The Horne Section are an unusual live proposition, simultaneously all high-kicking big band extravaganza tempered by a slightly ungainly, ramshackle approach. Led by stand-up and creator of the hugely popular Taskmaster game show, Alex Horne, the six-piece outfit brought their current show to Coventry as part of their biggest tour to date.
That confluence of silliness and deft, fiendishly clever comedy has always been evident in Horne’s solo stand-up, marrying the unconventional and the curious to much more familiar backdrops, and the Horne Section – in their live shows, Radio 4 series and last year’s TV special broadcast on Dave – have taken that even further to concoct shows of joyful wonder which would nevertheless be difficult to explain to anyone who’s not already in on the joke.
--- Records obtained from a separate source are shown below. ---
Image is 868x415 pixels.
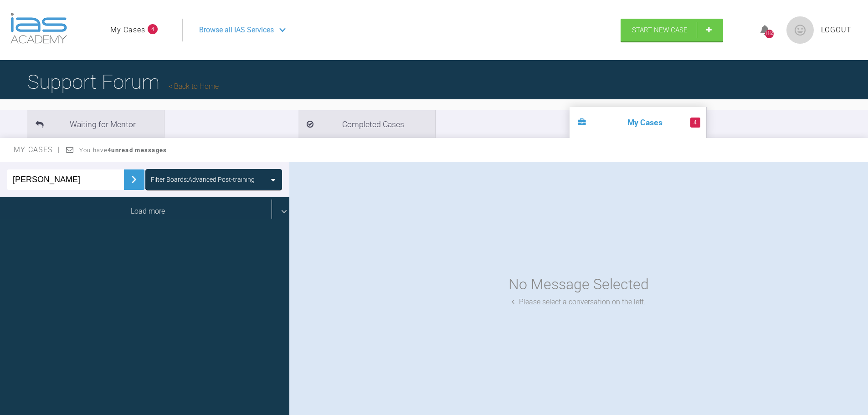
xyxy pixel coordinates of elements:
span: 4 [690,118,700,128]
div: No Message Selected [508,273,649,296]
li: My Cases [569,107,706,138]
img: chevronRight.28bd32b0.svg [127,172,141,187]
a: Logout [820,24,851,36]
a: Back to Home [168,82,219,91]
span: My Cases [13,146,60,154]
div: 1165 [765,30,774,39]
span: Browse all IAS Services [199,24,273,36]
span: 4 [148,24,157,34]
span: You have [79,147,167,154]
div: Please select a conversation on the left. [512,296,645,308]
h1: Support Forum [27,66,219,98]
div: Filter Boards: Advanced Post-training [151,175,255,185]
img: profile.png [786,16,813,44]
strong: 4 unread messages [107,147,166,154]
li: Completed Cases [299,111,435,138]
span: Start New Case [631,26,687,34]
a: Start New Case [621,19,723,41]
input: Enter Case ID or Title [7,169,124,190]
li: Waiting for Mentor [27,111,164,138]
a: My Cases [111,24,146,36]
img: logo-light.3e3ef733.png [11,13,67,44]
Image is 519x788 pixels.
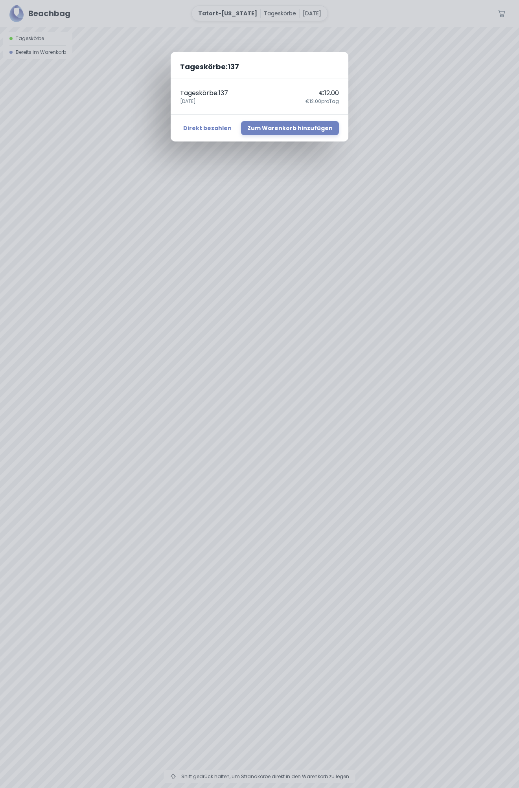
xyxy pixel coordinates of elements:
button: Direkt bezahlen [180,121,235,135]
span: [DATE] [180,98,196,105]
p: Tageskörbe : 137 [180,88,228,98]
p: €12.00 [319,88,339,98]
h2: Tageskörbe : 137 [171,52,348,79]
span: €12.00 pro Tag [305,98,339,105]
button: Zum Warenkorb hinzufügen [241,121,339,135]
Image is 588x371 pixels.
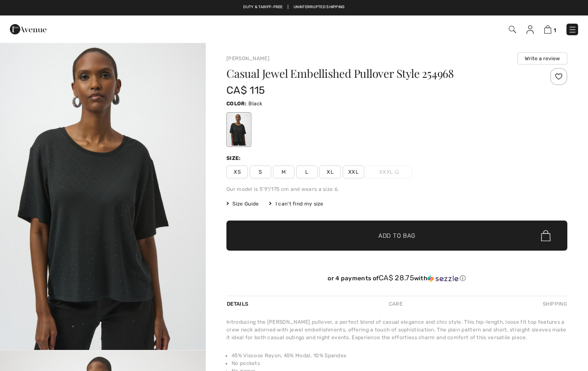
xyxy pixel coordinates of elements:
a: [PERSON_NAME] [227,56,269,61]
span: XXL [343,166,364,178]
div: Details [227,296,251,312]
button: Add to Bag [227,221,567,251]
div: Size: [227,154,243,162]
li: No pockets [232,359,567,368]
a: 1 [544,24,556,34]
img: Menu [568,26,577,34]
img: Shopping Bag [544,26,551,33]
span: S [250,166,272,178]
span: XL [320,166,341,178]
div: or 4 payments of with [227,274,567,283]
div: Black [228,114,250,146]
span: Add to Bag [379,232,415,241]
img: ring-m.svg [394,170,399,174]
img: 1ère Avenue [10,21,47,38]
div: I can't find my size [269,200,323,207]
div: or 4 payments ofCA$ 28.75withSezzle Click to learn more about Sezzle [227,274,567,286]
div: Our model is 5'9"/175 cm and wears a size 6. [227,185,567,193]
span: Color: [227,100,247,107]
span: Size Guide [227,200,259,207]
button: Write a review [517,52,567,65]
span: XS [227,166,248,178]
span: CA$ 28.75 [379,274,414,282]
span: CA$ 115 [227,85,265,96]
span: Black [248,100,262,107]
img: Bag.svg [541,230,551,242]
li: 45% Viscose Rayon, 45% Modal, 10% Spandex [232,352,567,359]
span: M [273,166,295,178]
img: Search [509,26,516,33]
h1: Casual Jewel Embellished Pullover Style 254968 [227,68,511,79]
div: Shipping [541,296,567,312]
img: Sezzle [428,275,458,283]
div: Care [381,296,409,312]
span: L [296,166,318,178]
div: Introducing the [PERSON_NAME] pullover, a perfect blend of casual elegance and chic style. This h... [227,319,567,342]
img: My Info [527,26,534,34]
span: XXXL [366,166,413,178]
a: 1ère Avenue [10,25,47,32]
span: 1 [554,27,556,33]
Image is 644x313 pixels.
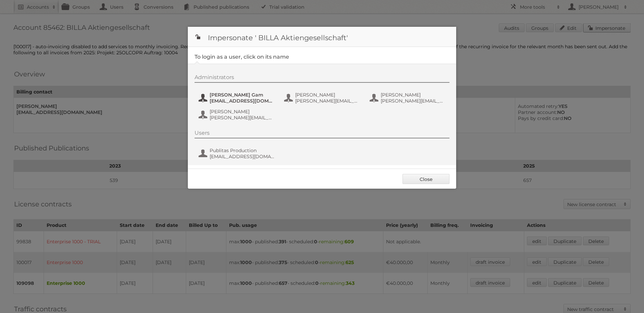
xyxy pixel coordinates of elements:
legend: To login as a user, click on its name [194,54,289,60]
span: [PERSON_NAME][EMAIL_ADDRESS][DOMAIN_NAME] [381,98,446,104]
span: [PERSON_NAME] [210,108,275,115]
span: [PERSON_NAME] Gam [210,92,275,98]
span: [PERSON_NAME][EMAIL_ADDRESS][DOMAIN_NAME] [210,115,275,121]
a: Close [403,174,450,184]
button: [PERSON_NAME] [PERSON_NAME][EMAIL_ADDRESS][DOMAIN_NAME] [283,91,362,105]
button: [PERSON_NAME] Gam [EMAIL_ADDRESS][DOMAIN_NAME] [198,91,277,105]
span: Publitas Production [210,147,275,153]
span: [PERSON_NAME] [295,92,360,98]
span: [PERSON_NAME][EMAIL_ADDRESS][DOMAIN_NAME] [295,98,360,104]
span: [EMAIL_ADDRESS][DOMAIN_NAME] [210,98,275,104]
button: [PERSON_NAME] [PERSON_NAME][EMAIL_ADDRESS][DOMAIN_NAME] [369,91,448,105]
div: Administrators [194,74,450,83]
div: Users [194,129,450,139]
button: [PERSON_NAME] [PERSON_NAME][EMAIL_ADDRESS][DOMAIN_NAME] [198,108,277,121]
span: [PERSON_NAME] [381,92,446,98]
span: [EMAIL_ADDRESS][DOMAIN_NAME] [210,153,275,160]
h1: Impersonate ' BILLA Aktiengesellschaft' [188,27,456,47]
button: Publitas Production [EMAIL_ADDRESS][DOMAIN_NAME] [198,147,277,160]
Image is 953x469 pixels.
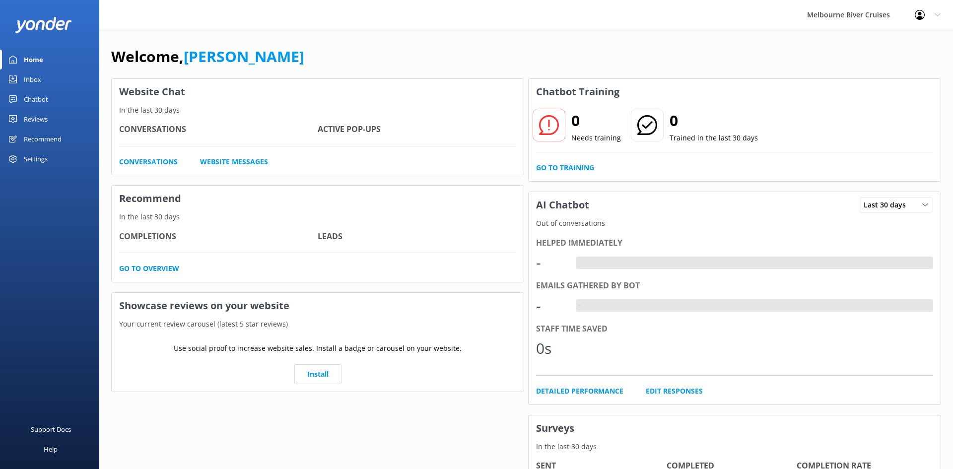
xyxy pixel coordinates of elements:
p: Out of conversations [529,218,940,229]
h4: Conversations [119,123,318,136]
div: Home [24,50,43,69]
div: Support Docs [31,419,71,439]
h4: Leads [318,230,516,243]
span: Last 30 days [864,200,912,210]
a: Conversations [119,156,178,167]
h3: Surveys [529,415,940,441]
a: Website Messages [200,156,268,167]
p: In the last 30 days [529,441,940,452]
h3: Chatbot Training [529,79,627,105]
div: - [576,257,583,269]
p: Needs training [571,133,621,143]
h3: Recommend [112,186,524,211]
h2: 0 [669,109,758,133]
a: Detailed Performance [536,386,623,397]
p: Trained in the last 30 days [669,133,758,143]
h3: AI Chatbot [529,192,597,218]
div: Settings [24,149,48,169]
a: Edit Responses [646,386,703,397]
h3: Website Chat [112,79,524,105]
div: Chatbot [24,89,48,109]
div: Recommend [24,129,62,149]
div: Inbox [24,69,41,89]
a: Go to Training [536,162,594,173]
div: - [576,299,583,312]
h4: Completions [119,230,318,243]
a: Go to overview [119,263,179,274]
p: Your current review carousel (latest 5 star reviews) [112,319,524,330]
div: Reviews [24,109,48,129]
div: - [536,251,566,274]
div: Emails gathered by bot [536,279,933,292]
div: 0s [536,336,566,360]
div: Staff time saved [536,323,933,335]
h2: 0 [571,109,621,133]
h1: Welcome, [111,45,304,68]
div: - [536,294,566,318]
p: In the last 30 days [112,211,524,222]
a: [PERSON_NAME] [184,46,304,67]
div: Help [44,439,58,459]
div: Helped immediately [536,237,933,250]
p: In the last 30 days [112,105,524,116]
h3: Showcase reviews on your website [112,293,524,319]
h4: Active Pop-ups [318,123,516,136]
img: yonder-white-logo.png [15,17,72,33]
a: Install [294,364,341,384]
p: Use social proof to increase website sales. Install a badge or carousel on your website. [174,343,462,354]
Appearances from old favourites such as ‘Henry Hoover’ and other songs familiar to long-time fans rubbed shoulders with new offerings, and a Taskmaster-style competition between audience members which involved toilet roll, a blindfold and more (literal) Marmite than most comedy shows care to boast.
A mixture of visual, verbal and musical jokes, That’s How I Like My Tour was successful despite not really conforming to expectations of a modern live comedy show – it was carefully structured, though seemingly more for the purposes of maintaining the kind of high-energy approach necessary for their often whimsical and even nonsensical material to really flourish.
Musical comedy is often regarded with much less esteem than stand-up, but the most successful acts in this sub-genre use their songs and instruments as a mechanism for telling different types of jokes than would otherwise fit. The Horne Section have an inherent grasp of this; the bond between stand-up comedian and his musician friends succeeding because they understand and experiment with the form.
After two hours of wilfully daft gags and (sort of) glitz, the Horne Section left the stage to rapturous applause. It would perhaps do them a disservice to suggest they were all playing from the same sheet music, since there was plenty of improvisation and surprise as part of this accomplished performance, but their ability to reflect each other’s strengths, clearly on the same wavelength, was evident here. A brilliantly funny, and fun-filled, evening.